首页    期刊浏览 2024年12月11日 星期三
登录注册

文章基本信息

  • 标题:Snowfall-albedo feedbacks could have led to deglaciation of snowball Earth starting from mid-latitudes
  • 本地全文:下载
  • 作者:Philipp de Vrese ; Tobias Stacke ; Jeremy Caves Rugenstein
  • 期刊名称:Communications Earth & Environment
  • 电子版ISSN:2662-4435
  • 出版年度:2021
  • 卷号:2
  • 期号:1
  • 页码:1-9
  • DOI:10.1038/s43247-021-00160-4
  • 语种:English
  • 出版社:Nature Research
  • 摘要:Simple and complex climate models suggest a hard snowball - a completely ice-covered planet - is one of the steady-states of Earth's climate. However, a seemingly insurmountable challenge to the hard-snowball hypothesis lies in the difficulty in explaining how the planet could have exited the glaciated state within a realistic range of atmospheric carbon dioxide concentrations. Here, we use simulations with the Earth system model MPI-ESM to demonstrate that terminal deglaciation could have been triggered by high dust deposition fluxes. In these simulations, deglaciation is not initiated in the tropics, where a strong hydrological cycle constantly regenerates fresh snow at the surface, which limits the dust accumulation and snow aging, resulting in a high surface albedo. Instead, comparatively low precipitation rates in the mid-latitudes in combination with high maximum temperatures facilitate lower albedos and snow dynamics that - for extreme dust fluxes - trigger deglaciation even at present-day carbon dioxide levels. Snowball Earth could have thawed at atmospheric CO2-levels comparable to the present as a result of low surface albedo in mid-latitudes from a combination dust deposition and low precipitation rates, according to Earth System Model simulations.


* _YOUR TASK_
Your reply is to be the lines below, exactly as written, with images omitted.

* _Saved entries_
+-------+

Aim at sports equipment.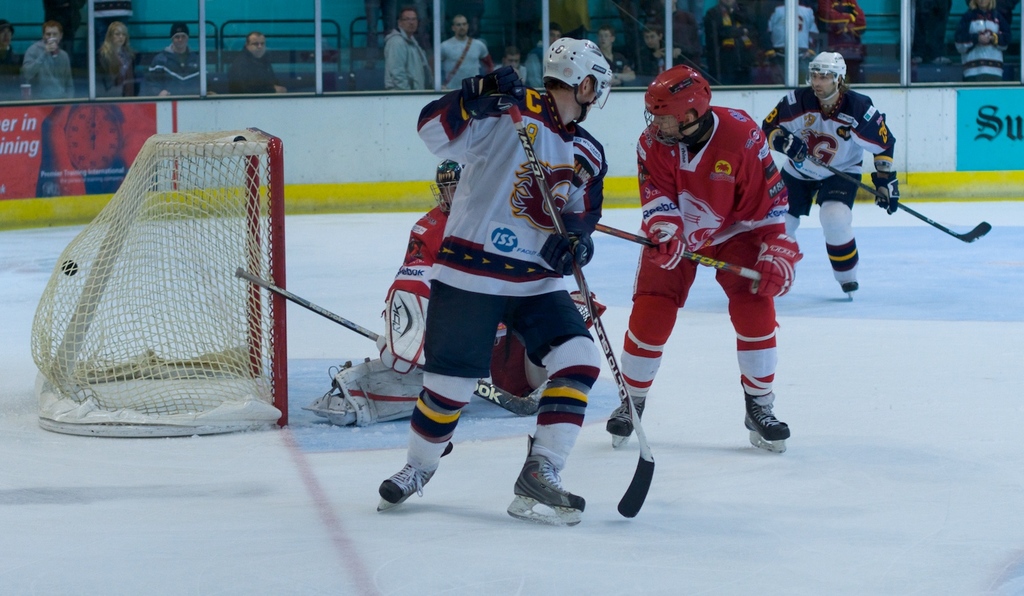
Aimed at (left=803, top=51, right=846, bottom=104).
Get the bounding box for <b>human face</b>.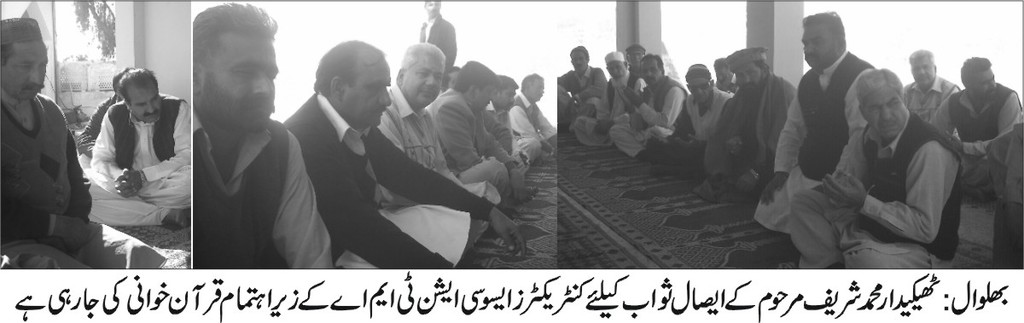
bbox=[911, 56, 935, 89].
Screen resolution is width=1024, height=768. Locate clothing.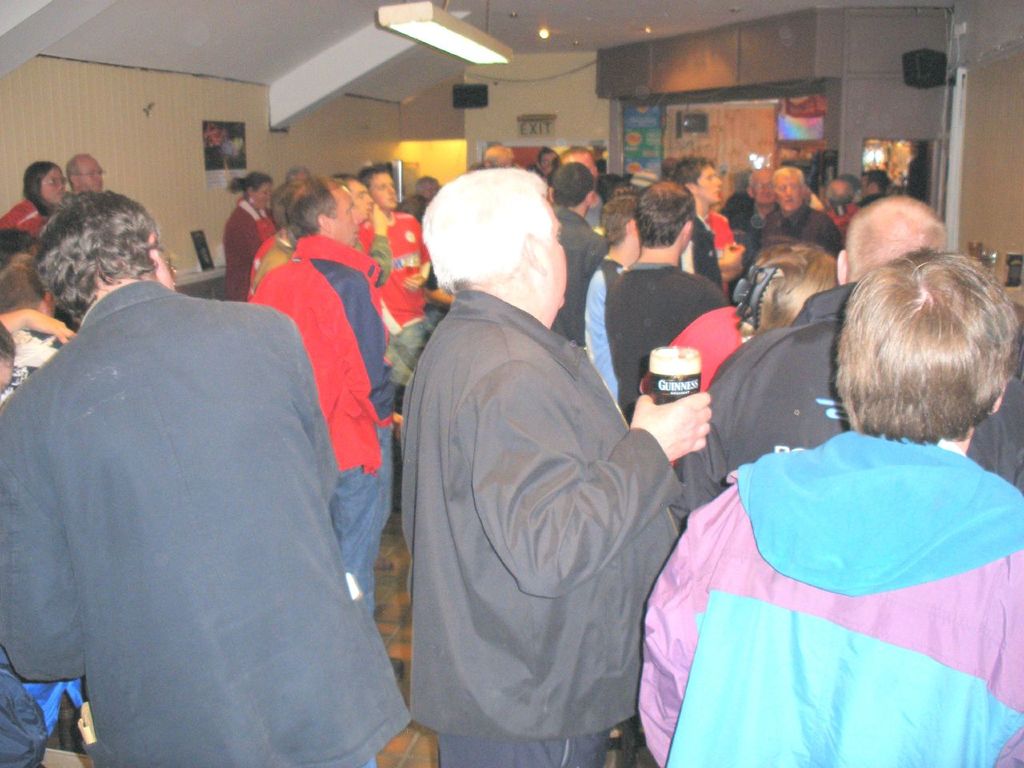
l=0, t=197, r=45, b=242.
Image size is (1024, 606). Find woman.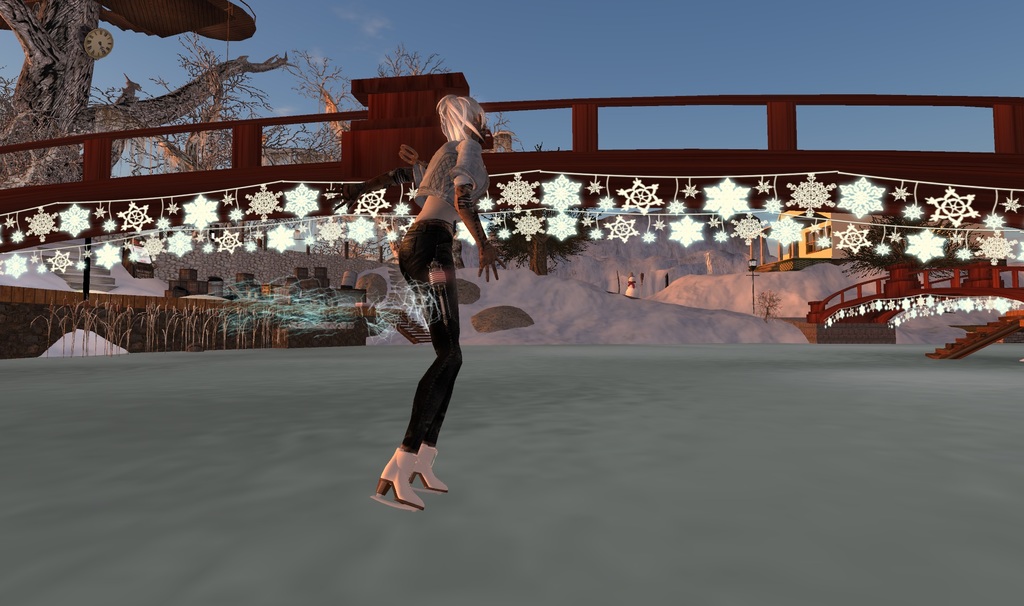
BBox(376, 97, 497, 525).
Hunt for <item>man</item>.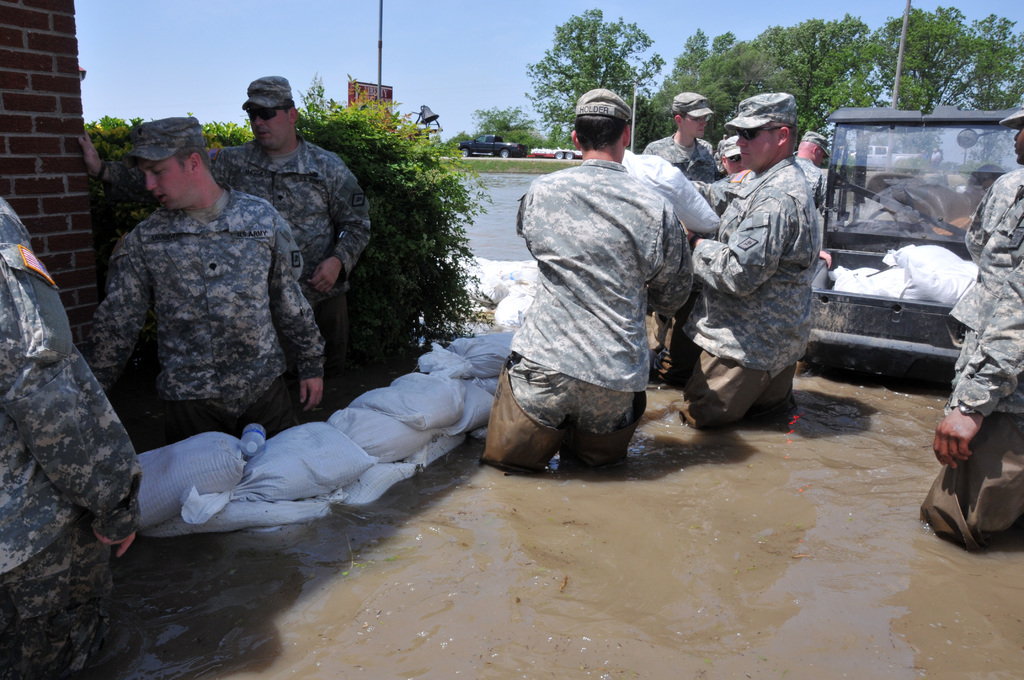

+-------+

* _ANSWER SPACE_
Aim at sports equipment.
Aimed at (left=803, top=51, right=846, bottom=104).
Get the bounding box for <b>human face</b>.
bbox=[911, 56, 935, 89].
Screen resolution is width=1024, height=768. Locate clothing.
l=0, t=197, r=45, b=242.
Image size is (1024, 606). Find woman.
BBox(376, 97, 497, 525).
Hunt for <item>man</item>.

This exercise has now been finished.